What you should do: From the line that contains "Find the location" down to the final line below, please repeat each line exactly and nothing more, with no pictures.

The data:
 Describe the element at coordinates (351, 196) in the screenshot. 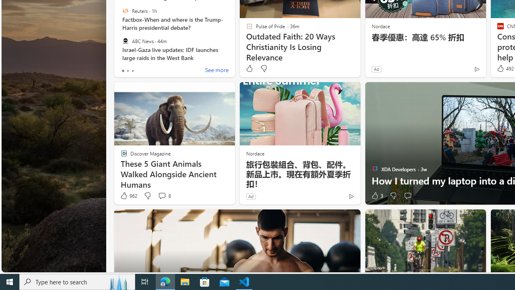

I see `Ad Choice` at that location.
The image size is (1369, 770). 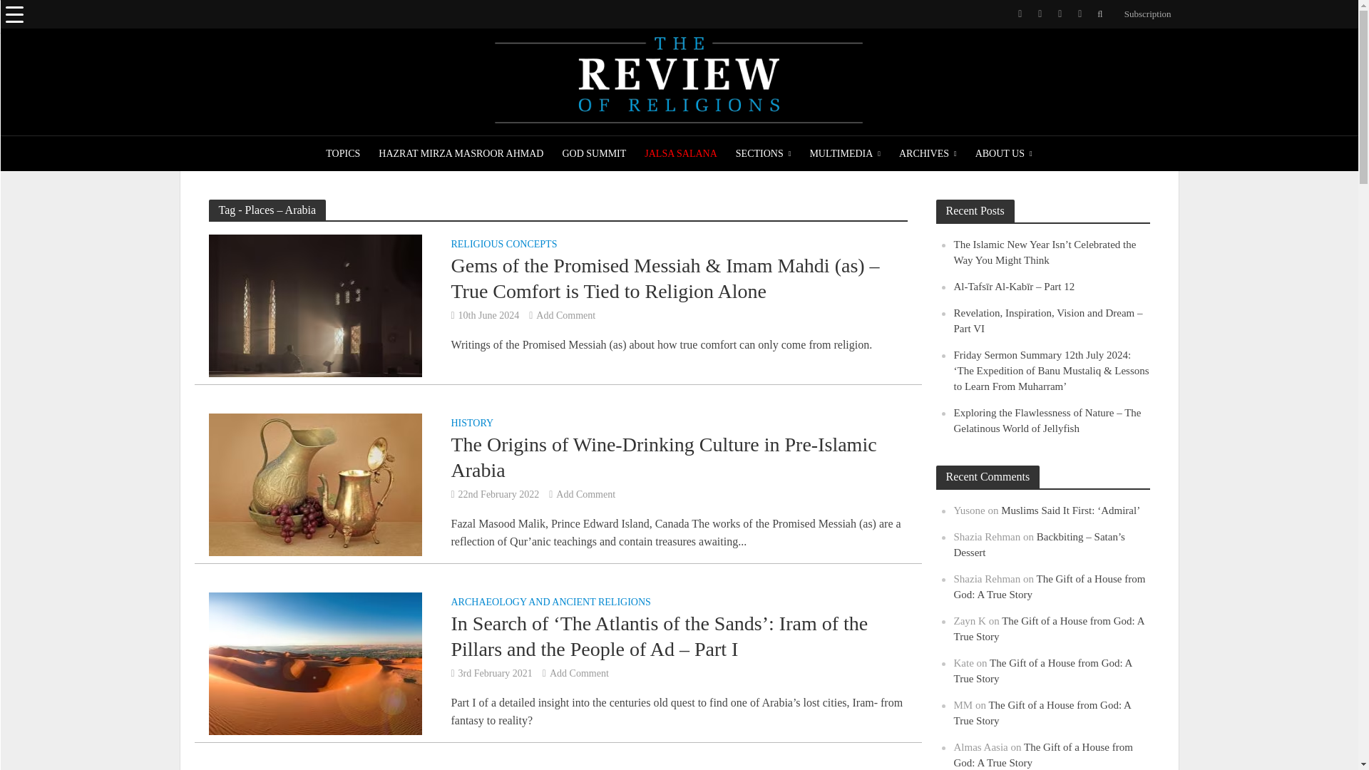 What do you see at coordinates (593, 154) in the screenshot?
I see `GOD SUMMIT` at bounding box center [593, 154].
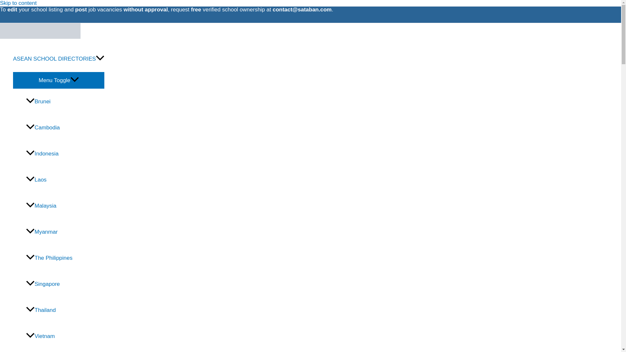 Image resolution: width=626 pixels, height=352 pixels. What do you see at coordinates (65, 258) in the screenshot?
I see `The Philippines` at bounding box center [65, 258].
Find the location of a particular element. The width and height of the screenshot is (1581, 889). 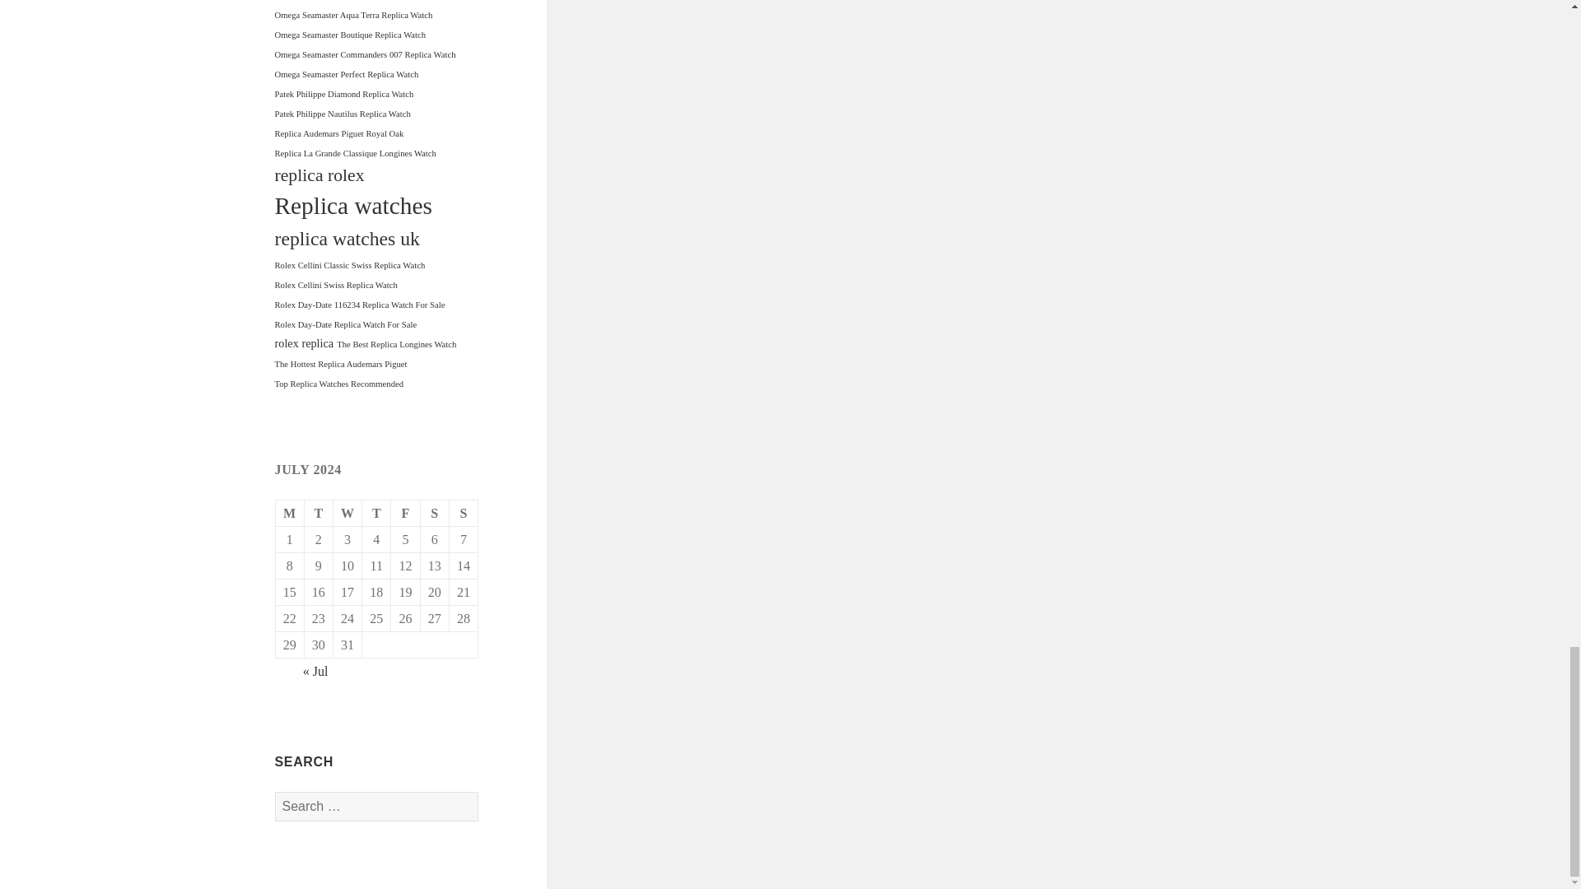

Tuesday is located at coordinates (319, 514).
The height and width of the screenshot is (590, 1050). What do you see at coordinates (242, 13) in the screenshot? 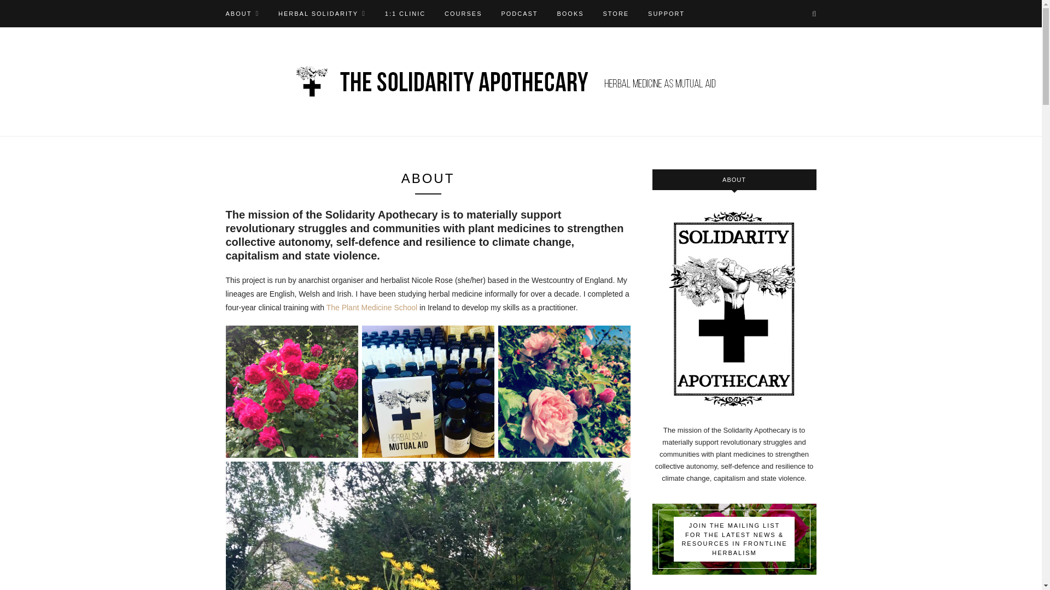
I see `ABOUT` at bounding box center [242, 13].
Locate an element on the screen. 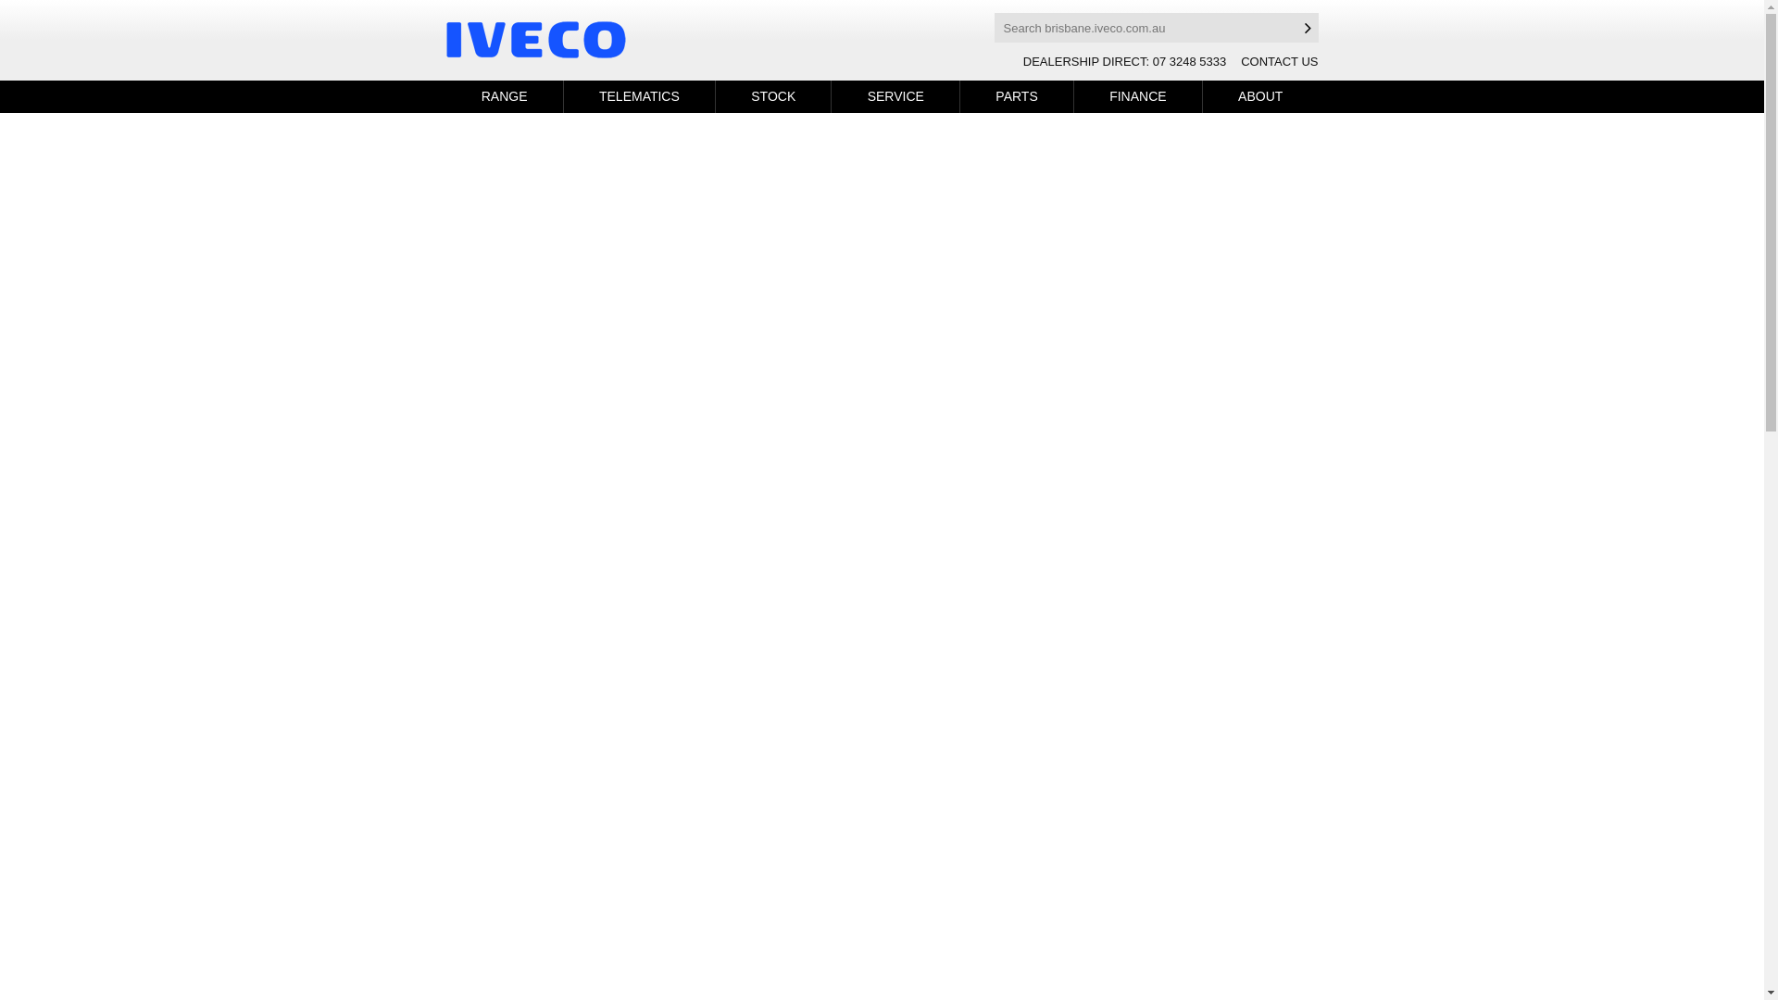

Task response:
Find the location of a particular element. The width and height of the screenshot is (1581, 889). 

Tuesday is located at coordinates (319, 514).
The height and width of the screenshot is (590, 1050). What do you see at coordinates (242, 13) in the screenshot? 
I see `ABOUT` at bounding box center [242, 13].
Locate an element on the screen. 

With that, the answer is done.